In an interview called The Face of Ferrante  with Ann Goldstein, also Jhumpa Lahiri’s translator, Kate Dodson talks about how she identified with Goldstein since she works as a translator too.  Says Dodson:

“Lispector’s The Complete Stories was my first book-length translation. By the end of it, I was a transformed woman. I was also a wreck, going cross-eyed from pages and pages of proofs, anxiously tweaking words, worn out from the emotional weight of Lispector’s characters. I wished I were Ann Goldstein, as I imagined her: unflappable, expertly laying down “elegant, burnished English,” as James Wood described her translations of Ferrante in The New Yorker. Her work possesses an assurance that comes from over twenty years of translating, ten of them spent with Ferrante’s books, as well as a singular training—forty years at The New Yorker, where she is head of the copy department.”

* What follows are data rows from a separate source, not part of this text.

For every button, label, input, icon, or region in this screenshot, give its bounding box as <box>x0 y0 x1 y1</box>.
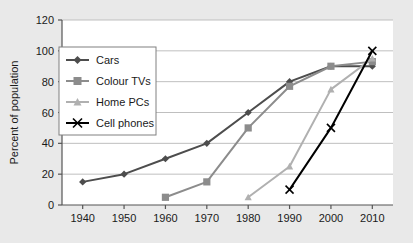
data-point <box>327 63 334 70</box>
y-tick-label: 80 <box>42 76 54 88</box>
y-tick-label: 60 <box>42 107 54 119</box>
y-tick-label: 0 <box>48 199 54 211</box>
legend-marker-square-icon <box>74 77 82 85</box>
data-point <box>203 178 210 185</box>
x-tick-label: 1970 <box>195 212 219 224</box>
legend-label: Cell phones <box>96 117 155 129</box>
data-point <box>245 124 252 131</box>
x-tick-label: 2010 <box>360 212 384 224</box>
y-tick-label: 100 <box>36 45 54 57</box>
x-tick-label: 1940 <box>70 212 94 224</box>
x-tick-label: 1960 <box>153 212 177 224</box>
data-point <box>162 194 169 201</box>
x-tick-label: 1990 <box>277 212 301 224</box>
x-tick-label: 2000 <box>319 212 343 224</box>
chart-container: 020406080100120 194019501960197019801990… <box>0 0 413 243</box>
y-axis-title: Percent of population <box>8 61 20 165</box>
legend-label: Colour TVs <box>96 75 151 87</box>
line-chart: 020406080100120 194019501960197019801990… <box>0 0 413 243</box>
y-tick-label: 20 <box>42 168 54 180</box>
x-tick-label: 1980 <box>236 212 260 224</box>
data-point <box>286 83 293 90</box>
chart-legend: CarsColour TVsHome PCsCell phones <box>59 47 156 135</box>
legend-label: Home PCs <box>96 96 150 108</box>
x-tick-label: 1950 <box>112 212 136 224</box>
y-tick-label: 40 <box>42 137 54 149</box>
legend-label: Cars <box>96 54 120 66</box>
y-tick-label: 120 <box>36 14 54 26</box>
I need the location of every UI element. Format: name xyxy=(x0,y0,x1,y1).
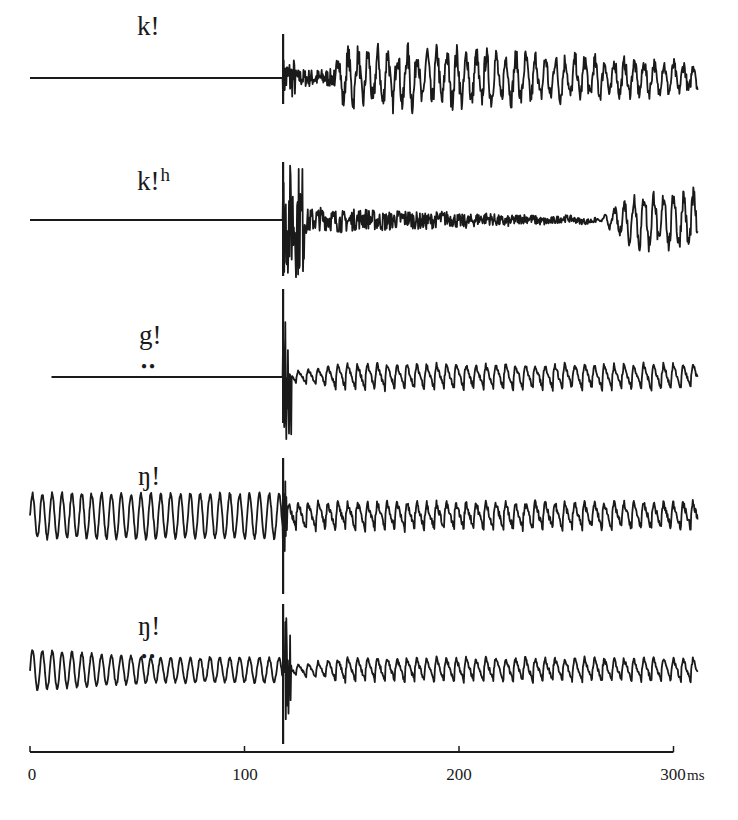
axis-unit-ms: ms xyxy=(687,767,705,784)
tick-label-200: 200 xyxy=(446,765,472,785)
waveform-trace-2 xyxy=(30,166,698,278)
waveform-trace-3 xyxy=(52,322,698,439)
time-axis xyxy=(30,746,674,752)
waveform-trace-1 xyxy=(30,43,698,113)
tick-label-100: 100 xyxy=(232,765,258,785)
tick-label-300: 300 xyxy=(660,765,686,785)
waveform-trace-4 xyxy=(30,482,698,552)
waveform-traces xyxy=(30,34,698,744)
tick-label-0: 0 xyxy=(28,765,37,785)
waveform-trace-5 xyxy=(30,618,698,719)
waveform-plot-area xyxy=(0,0,738,820)
waveform-figure: k! k!h g! ●● ŋ! ŋ! ●● 0 100 200 300 ms xyxy=(0,0,738,820)
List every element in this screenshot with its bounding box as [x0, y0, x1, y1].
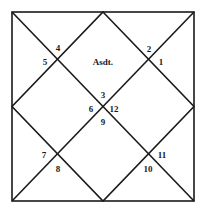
ascendant-label: Asdt. [93, 57, 113, 67]
house-number-7: 7 [42, 150, 47, 160]
house-number-4: 4 [56, 43, 61, 53]
house-number-12: 12 [110, 104, 120, 114]
house-number-11: 11 [158, 150, 167, 160]
house-number-9: 9 [101, 117, 106, 127]
house-number-3: 3 [101, 90, 106, 100]
chart-lines [12, 12, 194, 201]
horoscope-chart: Asdt. 123456789101112 [0, 0, 204, 210]
house-number-2: 2 [147, 44, 152, 54]
house-number-5: 5 [43, 57, 48, 67]
house-number-1: 1 [159, 57, 164, 67]
house-number-6: 6 [89, 104, 94, 114]
house-number-8: 8 [56, 164, 61, 174]
house-number-10: 10 [144, 164, 154, 174]
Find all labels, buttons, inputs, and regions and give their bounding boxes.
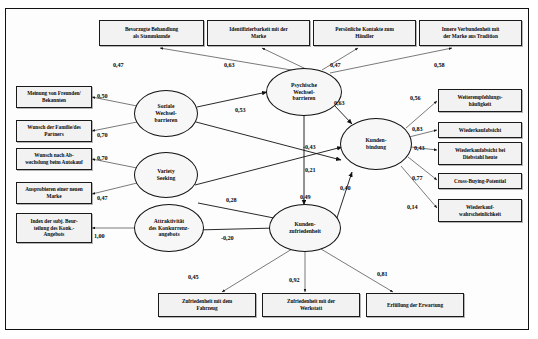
latent-line: Wechsel- — [155, 110, 176, 116]
latent-line: des Konkurrenz- — [149, 225, 189, 231]
loading-value: 0,47 — [97, 194, 107, 201]
path-coefficient: -0,43 — [303, 143, 315, 150]
latent-line: Attraktivität — [154, 218, 184, 224]
latent-line: Soziale — [158, 103, 175, 109]
indicator-line: Diebstahl heute — [463, 154, 497, 160]
indicator-line: Händler — [355, 33, 373, 39]
indicator-line: Werkstatt — [300, 305, 322, 311]
path-coefficient: -0,20 — [221, 234, 233, 241]
path-coefficient: 0,21 — [305, 166, 315, 173]
latent-line: Kunden- — [365, 137, 386, 143]
indicator-box: Zufriedenheit mit derWerkstatt — [262, 293, 360, 317]
indicator-line: Index der subj. Beur- — [30, 218, 77, 224]
latent-line: Variety — [157, 168, 175, 174]
indicator-line: Ausprobieren einer neuen — [25, 186, 82, 192]
indicator-line: Bekannten — [42, 97, 66, 103]
loading-value: 0,47 — [330, 61, 340, 68]
indicator-line: Fahrzeug — [196, 305, 217, 311]
indicator-line: Wiederkaufabsicht — [459, 127, 501, 134]
path-coefficient: 0,63 — [334, 99, 344, 106]
indicator-box: Wunsch nach Ab-wechslung beim Autokauf — [16, 148, 92, 170]
indicator-box: Innere Verbundenheit mitder Marke aus Tr… — [419, 20, 522, 46]
indicator-box: Bevorzugte Behandlungals Stammkunde — [99, 20, 204, 46]
latent-psychische-wechselbarrieren: PsychischeWechsel-barrieren — [266, 68, 342, 116]
indicator-line: Wunsch nach Ab- — [34, 152, 73, 158]
loading-value: 0,81 — [377, 270, 387, 277]
indicator-box: Ausprobieren einer neuenMarke — [16, 182, 92, 204]
loading-value: 0,43 — [414, 144, 424, 151]
latent-variety-seeking: VarietySeeking — [134, 152, 198, 198]
indicator-line: wechslung beim Autokauf — [25, 159, 82, 165]
latent-line: bindung — [366, 144, 386, 150]
loading-value: 0,92 — [289, 276, 299, 283]
indicator-box: Erfüllung der Erwartung — [366, 293, 464, 317]
indicator-line: Identifizierbarkeit mit der — [229, 26, 287, 32]
path-coefficient: 0,53 — [235, 106, 245, 113]
indicator-line: der Marke aus Tradition — [443, 33, 498, 39]
indicator-line: Erfüllung der Erwartung — [387, 302, 443, 309]
indicator-box: Wiederkaufabsicht beiDiebstahl heute — [438, 142, 522, 165]
diagram-canvas: Bevorzugte Behandlungals Stammkunde Iden… — [0, 0, 538, 339]
indicator-line: teilung des Konk.- — [34, 225, 74, 231]
indicator-line: als Stammkunde — [133, 33, 170, 39]
indicator-line: Innere Verbundenheit mit — [442, 26, 500, 32]
indicator-box: Identifizierbarkeit mit derMarke — [207, 20, 310, 46]
loading-value: 0,58 — [434, 61, 444, 68]
indicator-line: Meinung von Freunden/ — [27, 90, 81, 96]
indicator-box: Persönliche Kontakte zumHändler — [313, 20, 416, 46]
latent-line: barrieren — [293, 95, 316, 101]
indicator-box: Wiederkauf-wahrscheinlichkeit — [438, 199, 522, 222]
indicator-box: Wiederkaufabsicht — [438, 122, 522, 138]
indicator-line: Angebots — [44, 231, 65, 237]
indicator-line: Weiterempfehlungs- — [458, 94, 503, 100]
path-coefficient: 0,40 — [340, 184, 350, 191]
indicator-box: Cross-Buying-Potential — [438, 173, 522, 189]
indicator-line: Persönliche Kontakte zum — [335, 26, 394, 32]
latent-kundenzufriedenheit: Kunden-zufriedenheit — [269, 204, 341, 252]
indicator-box: Wunsch der Familie/desPartners — [16, 120, 92, 142]
latent-line: Seeking — [157, 175, 176, 181]
indicator-line: Wiederkaufabsicht bei — [455, 147, 505, 153]
latent-line: Kunden- — [294, 221, 315, 227]
loading-value: 0,14 — [407, 203, 417, 210]
indicator-line: Zufriedenheit mit der — [287, 298, 335, 304]
indicator-line: Bevorzugte Behandlung — [125, 26, 178, 32]
latent-line: angebots — [158, 231, 179, 237]
loading-value: 1,00 — [94, 232, 104, 239]
loading-value: 0,77 — [412, 174, 422, 181]
indicator-box: Meinung von Freunden/Bekannten — [16, 86, 92, 108]
indicator-line: Cross-Buying-Potential — [454, 178, 506, 185]
loading-value: 0,70 — [97, 131, 107, 138]
latent-line: zufriedenheit — [289, 228, 321, 234]
indicator-line: Zufriedenheit mit dem — [182, 298, 232, 304]
loading-value: 0,83 — [412, 125, 422, 132]
loading-value: 0,47 — [113, 61, 123, 68]
latent-line: Wechsel- — [293, 89, 314, 95]
latent-kundenbindung: Kunden-bindung — [340, 118, 412, 170]
latent-line: barrieren — [155, 117, 178, 123]
indicator-box: Index der subj. Beur-teilung des Konk.-A… — [16, 213, 92, 243]
latent-line: Psychische — [291, 82, 317, 88]
path-coefficient: 0,49 — [300, 193, 310, 200]
latent-soziale-wechselbarrieren: SozialeWechsel-barrieren — [134, 90, 198, 137]
latent-attraktivitaet-konkurrenzangebots: Attraktivitätdes Konkurrenz-angebots — [134, 204, 204, 252]
indicator-box: Zufriedenheit mit demFahrzeug — [158, 293, 256, 317]
indicator-line: Marke — [46, 193, 61, 199]
loading-value: 0,45 — [188, 273, 198, 280]
indicator-line: wahrscheinlichkeit — [459, 211, 501, 217]
indicator-line: Partners — [44, 131, 63, 137]
indicator-line: Wunsch der Familie/des — [27, 124, 80, 130]
indicator-line: häufigkeit — [469, 101, 491, 107]
loading-value: 0,50 — [97, 92, 107, 99]
path-coefficient: 0,28 — [226, 196, 236, 203]
indicator-line: Wiederkauf- — [466, 204, 494, 210]
loading-value: 0,70 — [97, 154, 107, 161]
loading-value: 0,63 — [224, 61, 234, 68]
loading-value: 0,56 — [410, 94, 420, 101]
indicator-box: Weiterempfehlungs-häufigkeit — [438, 89, 522, 112]
indicator-line: Marke — [251, 33, 266, 39]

Ann Goldstein changed the status of the translator as sheet anonymous presence to someone who was sought after. Elena Ferrante, the writer she has translated, is nowhere in the picture. Ann Goldstein does not know the reclusive mind who has created the famous Ferrante Trilogy, though she knows the works themselves and how they have a mind, a deep, dense mind of their own. Working on an author’s works for years together can change the very fabric of your being. While Jhumpa Lahiri wrestles with her sense of self in a new language, Ann Goldstein is immersed in the intricacies of a world created by another in a language she has grown to love.

Translation is glorious stuff and with writers who are starting to see beyond their own languages, we only gain from more and more interpretations.